I caught this at Fright Night Theatre a few weeks ago and it's been rattling around in my brain ever since. An extension of a short film I remember seeing a few years ago at Little Terrors, this effort from Down Under is very hard to get a handle on.

Matthew C. Vaughn as Catman in Cat Sick Blues.

Coincidentally, Cat Sick Blues does share several traits with Alice Lowe's Prevenge, the film I talked about yesterday. Both protagonists are dealing with loss, leaving a trail of bodies in their wake and share almost identical epiphanies when they reach their endgames. However, that's where the similarities end, as Lowe's dry humour was pitch perfect and Jackson's was more of a bad taste bonanza.

Cat Sick Blues' sense of tone is decidedly problematic. I've never seen audience laughter cut off so abruptly than I did here. On more than one occasion, I found myself just trying to get into the head space of how Jackson came up with some of this stuff. Apart from the brutal violence of the killings, Jackson also shined a light on the uglier side of Internet culture, which lead to its own set of uncomfortable moments. I say uncomfortable mainly because they were sadly all too true.

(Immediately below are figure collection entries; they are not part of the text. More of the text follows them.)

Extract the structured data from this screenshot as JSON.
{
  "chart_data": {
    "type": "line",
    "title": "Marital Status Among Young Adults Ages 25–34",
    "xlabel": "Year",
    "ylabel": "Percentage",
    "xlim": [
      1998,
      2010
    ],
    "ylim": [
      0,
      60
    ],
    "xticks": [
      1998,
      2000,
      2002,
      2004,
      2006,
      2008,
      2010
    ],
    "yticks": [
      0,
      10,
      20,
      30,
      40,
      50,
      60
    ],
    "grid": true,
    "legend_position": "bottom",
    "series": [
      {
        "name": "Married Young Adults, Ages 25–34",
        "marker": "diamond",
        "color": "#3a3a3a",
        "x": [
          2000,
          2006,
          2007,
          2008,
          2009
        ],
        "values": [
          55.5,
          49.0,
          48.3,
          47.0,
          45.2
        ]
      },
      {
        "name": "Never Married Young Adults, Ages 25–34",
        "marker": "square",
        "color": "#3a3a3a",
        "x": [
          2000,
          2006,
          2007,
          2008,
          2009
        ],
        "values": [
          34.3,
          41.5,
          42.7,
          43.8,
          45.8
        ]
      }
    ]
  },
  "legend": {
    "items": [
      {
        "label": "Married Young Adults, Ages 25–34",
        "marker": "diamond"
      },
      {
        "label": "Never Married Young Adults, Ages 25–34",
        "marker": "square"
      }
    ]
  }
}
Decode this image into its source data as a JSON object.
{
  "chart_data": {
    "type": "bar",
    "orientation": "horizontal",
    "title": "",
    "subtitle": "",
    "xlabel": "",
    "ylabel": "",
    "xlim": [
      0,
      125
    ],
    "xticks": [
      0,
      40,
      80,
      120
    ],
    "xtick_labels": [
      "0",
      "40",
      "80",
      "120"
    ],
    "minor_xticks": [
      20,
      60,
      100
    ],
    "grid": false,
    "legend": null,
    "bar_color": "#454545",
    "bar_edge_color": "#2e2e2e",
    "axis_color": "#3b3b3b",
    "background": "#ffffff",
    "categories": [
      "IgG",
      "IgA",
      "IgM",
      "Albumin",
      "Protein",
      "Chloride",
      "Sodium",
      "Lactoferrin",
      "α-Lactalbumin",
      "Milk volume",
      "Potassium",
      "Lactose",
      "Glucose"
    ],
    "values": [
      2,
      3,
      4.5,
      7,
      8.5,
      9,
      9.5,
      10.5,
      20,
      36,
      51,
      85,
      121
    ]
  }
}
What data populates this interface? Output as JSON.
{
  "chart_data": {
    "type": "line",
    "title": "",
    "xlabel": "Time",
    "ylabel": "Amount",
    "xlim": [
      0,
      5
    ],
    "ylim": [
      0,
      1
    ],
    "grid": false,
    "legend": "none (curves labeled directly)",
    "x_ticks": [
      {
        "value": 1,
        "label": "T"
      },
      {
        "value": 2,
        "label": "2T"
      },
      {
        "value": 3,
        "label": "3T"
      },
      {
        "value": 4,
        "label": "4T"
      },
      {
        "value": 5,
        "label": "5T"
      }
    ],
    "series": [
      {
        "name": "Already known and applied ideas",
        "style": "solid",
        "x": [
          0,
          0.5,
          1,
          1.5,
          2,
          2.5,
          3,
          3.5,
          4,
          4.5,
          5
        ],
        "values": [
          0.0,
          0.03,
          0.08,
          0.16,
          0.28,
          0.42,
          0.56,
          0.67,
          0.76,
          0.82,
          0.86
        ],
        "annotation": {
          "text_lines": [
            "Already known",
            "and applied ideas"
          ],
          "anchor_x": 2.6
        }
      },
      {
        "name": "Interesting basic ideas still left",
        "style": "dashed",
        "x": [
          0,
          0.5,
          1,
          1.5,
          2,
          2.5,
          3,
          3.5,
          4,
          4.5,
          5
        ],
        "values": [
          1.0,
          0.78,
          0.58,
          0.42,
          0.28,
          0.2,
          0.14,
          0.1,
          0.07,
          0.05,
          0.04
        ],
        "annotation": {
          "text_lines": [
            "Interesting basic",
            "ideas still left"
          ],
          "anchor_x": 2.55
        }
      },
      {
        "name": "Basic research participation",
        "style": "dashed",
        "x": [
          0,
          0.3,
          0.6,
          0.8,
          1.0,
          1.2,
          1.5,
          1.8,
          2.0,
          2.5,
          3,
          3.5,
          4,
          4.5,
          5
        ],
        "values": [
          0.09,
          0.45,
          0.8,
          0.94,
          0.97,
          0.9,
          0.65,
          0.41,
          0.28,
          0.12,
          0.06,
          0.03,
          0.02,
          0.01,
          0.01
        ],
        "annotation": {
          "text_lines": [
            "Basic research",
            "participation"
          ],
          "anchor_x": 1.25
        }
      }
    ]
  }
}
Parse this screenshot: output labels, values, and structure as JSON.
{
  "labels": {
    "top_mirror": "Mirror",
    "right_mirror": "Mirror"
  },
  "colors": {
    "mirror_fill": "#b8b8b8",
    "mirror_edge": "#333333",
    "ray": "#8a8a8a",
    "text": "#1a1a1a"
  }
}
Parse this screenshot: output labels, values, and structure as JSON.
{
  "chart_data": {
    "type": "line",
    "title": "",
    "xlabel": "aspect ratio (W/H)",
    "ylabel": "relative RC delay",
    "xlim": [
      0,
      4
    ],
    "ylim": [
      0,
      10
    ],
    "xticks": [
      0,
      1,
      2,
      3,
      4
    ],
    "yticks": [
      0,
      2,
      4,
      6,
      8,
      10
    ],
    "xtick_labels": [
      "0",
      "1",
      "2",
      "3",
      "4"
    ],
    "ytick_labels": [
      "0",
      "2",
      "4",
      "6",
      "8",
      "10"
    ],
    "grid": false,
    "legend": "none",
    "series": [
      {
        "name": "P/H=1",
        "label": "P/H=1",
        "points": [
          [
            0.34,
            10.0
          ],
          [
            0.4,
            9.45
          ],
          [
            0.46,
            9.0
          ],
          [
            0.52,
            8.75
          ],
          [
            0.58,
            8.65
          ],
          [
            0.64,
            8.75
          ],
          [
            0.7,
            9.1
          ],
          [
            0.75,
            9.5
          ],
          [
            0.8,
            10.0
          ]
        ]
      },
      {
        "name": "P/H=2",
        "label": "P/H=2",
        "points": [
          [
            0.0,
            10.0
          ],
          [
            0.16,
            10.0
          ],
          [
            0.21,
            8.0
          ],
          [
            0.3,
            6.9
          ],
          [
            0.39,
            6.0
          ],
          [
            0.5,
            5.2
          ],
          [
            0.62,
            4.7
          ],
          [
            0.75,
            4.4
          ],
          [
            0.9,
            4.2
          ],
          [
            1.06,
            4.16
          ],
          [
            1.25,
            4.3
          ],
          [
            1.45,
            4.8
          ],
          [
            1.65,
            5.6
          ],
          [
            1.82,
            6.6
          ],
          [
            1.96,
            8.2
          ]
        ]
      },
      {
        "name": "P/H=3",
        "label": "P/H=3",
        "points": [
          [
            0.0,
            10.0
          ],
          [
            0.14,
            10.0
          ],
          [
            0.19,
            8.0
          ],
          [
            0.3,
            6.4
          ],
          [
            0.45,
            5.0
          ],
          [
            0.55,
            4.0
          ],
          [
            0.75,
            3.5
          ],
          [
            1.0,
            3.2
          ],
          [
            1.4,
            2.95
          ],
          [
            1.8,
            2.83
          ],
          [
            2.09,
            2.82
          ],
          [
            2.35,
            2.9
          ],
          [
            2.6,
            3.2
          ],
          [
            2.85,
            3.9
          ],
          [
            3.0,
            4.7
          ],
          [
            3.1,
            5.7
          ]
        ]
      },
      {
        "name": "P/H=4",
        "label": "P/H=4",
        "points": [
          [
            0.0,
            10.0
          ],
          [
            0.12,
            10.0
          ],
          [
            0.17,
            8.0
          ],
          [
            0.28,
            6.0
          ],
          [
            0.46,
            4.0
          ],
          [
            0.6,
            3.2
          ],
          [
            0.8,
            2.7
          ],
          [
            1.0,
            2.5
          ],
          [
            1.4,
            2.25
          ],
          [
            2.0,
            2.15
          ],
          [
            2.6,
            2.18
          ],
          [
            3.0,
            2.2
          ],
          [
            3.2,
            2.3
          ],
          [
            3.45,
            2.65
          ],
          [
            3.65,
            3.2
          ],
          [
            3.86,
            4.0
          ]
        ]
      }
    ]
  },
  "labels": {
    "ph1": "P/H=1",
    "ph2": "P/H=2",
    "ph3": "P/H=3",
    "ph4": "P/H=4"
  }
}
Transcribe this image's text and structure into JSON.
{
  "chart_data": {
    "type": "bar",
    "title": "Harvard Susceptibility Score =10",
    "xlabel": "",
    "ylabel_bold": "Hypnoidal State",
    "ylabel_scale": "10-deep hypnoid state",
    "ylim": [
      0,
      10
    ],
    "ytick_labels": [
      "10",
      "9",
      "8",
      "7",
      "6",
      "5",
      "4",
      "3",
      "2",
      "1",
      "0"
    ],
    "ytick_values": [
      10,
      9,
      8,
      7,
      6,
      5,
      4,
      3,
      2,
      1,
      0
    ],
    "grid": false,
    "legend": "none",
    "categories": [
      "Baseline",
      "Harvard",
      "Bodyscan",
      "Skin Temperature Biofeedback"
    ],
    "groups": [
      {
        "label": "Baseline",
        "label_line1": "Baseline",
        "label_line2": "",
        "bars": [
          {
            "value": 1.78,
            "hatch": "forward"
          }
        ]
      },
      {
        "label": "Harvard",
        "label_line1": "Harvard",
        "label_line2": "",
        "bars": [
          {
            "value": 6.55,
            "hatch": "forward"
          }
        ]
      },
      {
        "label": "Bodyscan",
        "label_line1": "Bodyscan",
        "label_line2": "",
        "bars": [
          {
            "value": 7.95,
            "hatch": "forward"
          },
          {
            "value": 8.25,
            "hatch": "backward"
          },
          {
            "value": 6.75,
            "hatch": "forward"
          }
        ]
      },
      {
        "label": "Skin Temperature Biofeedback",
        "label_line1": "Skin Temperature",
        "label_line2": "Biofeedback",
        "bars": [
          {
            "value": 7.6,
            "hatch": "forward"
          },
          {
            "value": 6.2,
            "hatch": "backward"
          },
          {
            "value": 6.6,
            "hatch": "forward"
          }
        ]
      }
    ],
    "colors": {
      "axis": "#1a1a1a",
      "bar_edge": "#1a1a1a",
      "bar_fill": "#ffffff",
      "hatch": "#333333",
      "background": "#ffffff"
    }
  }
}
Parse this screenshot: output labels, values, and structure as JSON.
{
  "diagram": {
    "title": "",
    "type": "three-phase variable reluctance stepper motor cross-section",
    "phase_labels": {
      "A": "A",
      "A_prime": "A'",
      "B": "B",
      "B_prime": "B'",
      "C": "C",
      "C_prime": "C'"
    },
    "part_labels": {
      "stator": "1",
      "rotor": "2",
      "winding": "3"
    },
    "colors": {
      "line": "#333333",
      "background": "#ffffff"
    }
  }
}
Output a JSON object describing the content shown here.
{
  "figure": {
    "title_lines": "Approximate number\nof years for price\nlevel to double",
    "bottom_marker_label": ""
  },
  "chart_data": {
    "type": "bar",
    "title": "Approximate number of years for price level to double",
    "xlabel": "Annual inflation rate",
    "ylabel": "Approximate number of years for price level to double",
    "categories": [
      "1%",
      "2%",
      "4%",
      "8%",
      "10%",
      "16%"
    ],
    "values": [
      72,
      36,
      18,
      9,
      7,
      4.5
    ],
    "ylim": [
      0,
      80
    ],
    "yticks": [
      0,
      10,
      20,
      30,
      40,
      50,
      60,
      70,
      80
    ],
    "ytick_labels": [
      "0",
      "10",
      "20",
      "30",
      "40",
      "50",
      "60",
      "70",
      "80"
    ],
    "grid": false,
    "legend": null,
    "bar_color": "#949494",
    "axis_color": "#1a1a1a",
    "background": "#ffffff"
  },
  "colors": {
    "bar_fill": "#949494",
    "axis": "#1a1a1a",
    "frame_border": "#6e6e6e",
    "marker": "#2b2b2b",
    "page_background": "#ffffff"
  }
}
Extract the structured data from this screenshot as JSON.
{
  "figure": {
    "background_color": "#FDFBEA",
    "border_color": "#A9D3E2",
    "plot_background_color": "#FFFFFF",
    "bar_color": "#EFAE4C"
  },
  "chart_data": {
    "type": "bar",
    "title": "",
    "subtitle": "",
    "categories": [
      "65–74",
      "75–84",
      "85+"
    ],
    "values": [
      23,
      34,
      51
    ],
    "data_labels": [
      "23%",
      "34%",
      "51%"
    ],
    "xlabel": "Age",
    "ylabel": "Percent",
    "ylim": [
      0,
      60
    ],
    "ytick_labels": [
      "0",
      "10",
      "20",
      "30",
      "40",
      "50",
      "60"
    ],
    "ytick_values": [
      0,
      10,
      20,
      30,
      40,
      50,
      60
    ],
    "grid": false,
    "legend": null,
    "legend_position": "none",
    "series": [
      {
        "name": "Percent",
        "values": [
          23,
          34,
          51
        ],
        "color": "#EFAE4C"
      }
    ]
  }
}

I think perhaps what made Cat Sick Blues hard to dissect was how it at the same time felt cheap, yet was also fantastically well shot. The hostel sequence where Catman (Ted's alter ego) goes on a Ted Bundy-style rampage to the tune of Mistabishi's Repulsion will never leave your head once it's in there. I was, somewhat begrudgingly, with this movie up to a point, but the tail end really dragged while it struggled to find a conclusion. I could've have done without the odd tangents that made up most of the last half-hour.

Cat Sick Blues is such a confounding piece because even though there was as much bad as there was good, I can't stop thinking about it. Catman was such an indelible figure, and it's troubling because characters that have this much resonance with me usually end up being future Halloween costumes. I mean, I've dressed up as Bobby Yeah and Peach Fuzz before, but I feel this one would get me arrested. So yeah, probably a no-go.